Graphical illustration of the wavelengths of the electromagnetic spectrum that we humans can hear and see, as a cross-section graph

There’s a hell of a lot going on in this universe. The even more interesting thing is, I’m fairly certain all of that black area can be detected and measured via modern scientific instruments. Really puts the lie to the people who claim that we are risking grievous bodily harm by using wireless technology, when we are awash in far higher power output electromagnetic radiation just in the form of visible light.

The limits of human perception

Check out Moral Relativism Magazine

Our close blog-buddy DuWayne Brayton has been published in a philosophy publication covering morality called Moral Relativism Magazine. I can only assume the purpose of the publication is to retake a label that the evangelical crowd has turned into a slur, considering that moral relativism is far more nuanced than “we should do whatever we want because all morals are relative”. DuWayne sent along a preview copy of the article, so I could pimp his writing, and I figure there’s no harm in giving you a sample of the first two paragraphs so you can gauge whether you’re interested in the full thing.

A mere fifty years ago it was generally accepted that people who had different colored skin getting married was so immoral it was illegal in most states in the U.S. Even today, the few states allow same sex couples to marry and such marriages aren’t recognized by the U.S. federal government. Less than fifty years ago people who engaged in homosexual sex could be imprisoned in several U.S. states. In Kenya, Uganda and Nairobi homosexuality can still be cause for imprisonment, in some cases inducing a life sentence. Homosexuality is a capital crime in Iran, Saudi Arabia, Yemen and Nigeria. Most people in most cultures worldwide consider monogamy the default assumption for romantic relationships. Even many atheists find polyamorous relationships morally ambiguous at best.

Yet there has been miscegenation since people of different colors have been in contact with one another. Homosexuality would not be illegal or otherwise frowned upon if it had not existed for all of history in a myriad of cultures. Polygamy and polyamory, not to mention the assumption of cheating have been accepted in innumerable cultures throughout history. All of these also occur and have occurred in cultures that generally consider them immoral.
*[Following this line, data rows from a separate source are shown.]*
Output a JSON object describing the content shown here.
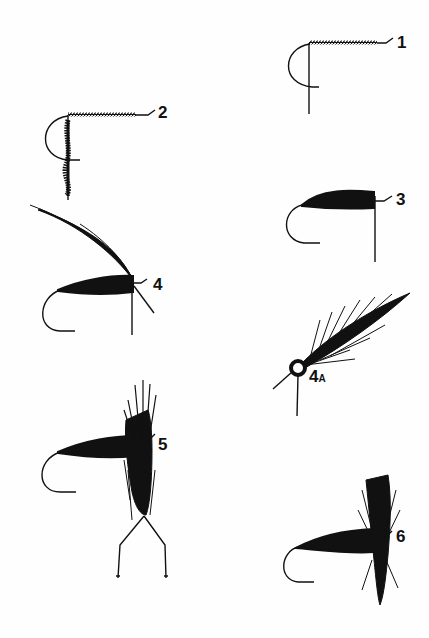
{
  "diagram": {
    "ink_color": "#111111",
    "background": "#fefefe",
    "steps": [
      {
        "id": "1",
        "label": "1",
        "description": "Bare hook with thread wrapped along shank"
      },
      {
        "id": "2",
        "label": "2",
        "description": "Thread-wrapped shank with dubbing strand hanging"
      },
      {
        "id": "3",
        "label": "3",
        "description": "Dubbed body wound on hook"
      },
      {
        "id": "4",
        "label": "4",
        "description": "Body with hackle feather tied in at head"
      },
      {
        "id": "4A",
        "label": "4",
        "sub": "A",
        "description": "Detail of hackle feather tied in (front view)"
      },
      {
        "id": "5",
        "label": "5",
        "description": "Hackle being wound with hackle pliers"
      },
      {
        "id": "6",
        "label": "6",
        "description": "Completed dry fly with wound hackle"
      }
    ]
  }
}
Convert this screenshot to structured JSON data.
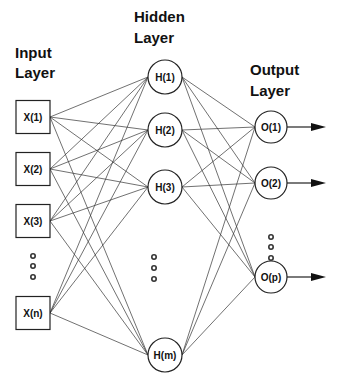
{
  "diagram": {
    "colors": {
      "stroke": "#222222",
      "text": "#111111",
      "background": "#ffffff"
    },
    "layers": {
      "input": {
        "label_line1": "Input",
        "label_line2": "Layer",
        "label_pos": {
          "x": 15,
          "y1": 58,
          "y2": 78
        },
        "shape": "square",
        "x": 16,
        "w": 34,
        "h": 33,
        "nodes": [
          {
            "id": "x1",
            "label": "X(1)",
            "cy": 117
          },
          {
            "id": "x2",
            "label": "X(2)",
            "cy": 169
          },
          {
            "id": "x3",
            "label": "X(3)",
            "cy": 221
          },
          {
            "id": "xn",
            "label": "X(n)",
            "cy": 313
          }
        ],
        "ellipsis_dots": {
          "x": 33,
          "ys": [
            256,
            266,
            277
          ]
        }
      },
      "hidden": {
        "label_line1": "Hidden",
        "label_line2": "Layer",
        "label_pos": {
          "x": 134,
          "y1": 22,
          "y2": 43
        },
        "shape": "circle",
        "cx": 165,
        "r": 17,
        "nodes": [
          {
            "id": "h1",
            "label": "H(1)",
            "cy": 77
          },
          {
            "id": "h2",
            "label": "H(2)",
            "cy": 130
          },
          {
            "id": "h3",
            "label": "H(3)",
            "cy": 187
          },
          {
            "id": "hm",
            "label": "H(m)",
            "cy": 355
          }
        ],
        "ellipsis_dots": {
          "x": 154,
          "ys": [
            257,
            268,
            279
          ]
        }
      },
      "output": {
        "label_line1": "Output",
        "label_line2": "Layer",
        "label_pos": {
          "x": 250,
          "y1": 75,
          "y2": 96
        },
        "shape": "circle",
        "cx": 271,
        "r": 16,
        "nodes": [
          {
            "id": "o1",
            "label": "O(1)",
            "cy": 127
          },
          {
            "id": "o2",
            "label": "O(2)",
            "cy": 183
          },
          {
            "id": "op",
            "label": "O(p)",
            "cy": 277
          }
        ],
        "ellipsis_dots": {
          "x": 271,
          "ys": [
            237,
            247,
            258
          ]
        },
        "arrow": {
          "x_end": 326
        }
      }
    },
    "connectivity": "fully-connected"
  }
}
While it can be argued that every culture has ethical frameworks, parts of which are considered moral axioms to the majority of individuals within that culture, it is absurd to assume that everyone in a given culture accepts all of that framework as moral truth.

The full magazine is $8 per issue, which is good considering it’s a relatively (heh) new and self-published startup providing actual physical copies for each issue, operating primarily through Lulu. The best part is, it’s a paid gig for DuWayne, and the more people buy this magazine and support their efforts, the more likely it will stick around to provide a revenue stream for DuWayne and other philosophers like him. If you’ve got the change and are interested in this sort of thing, it might be worth your while to support these folks.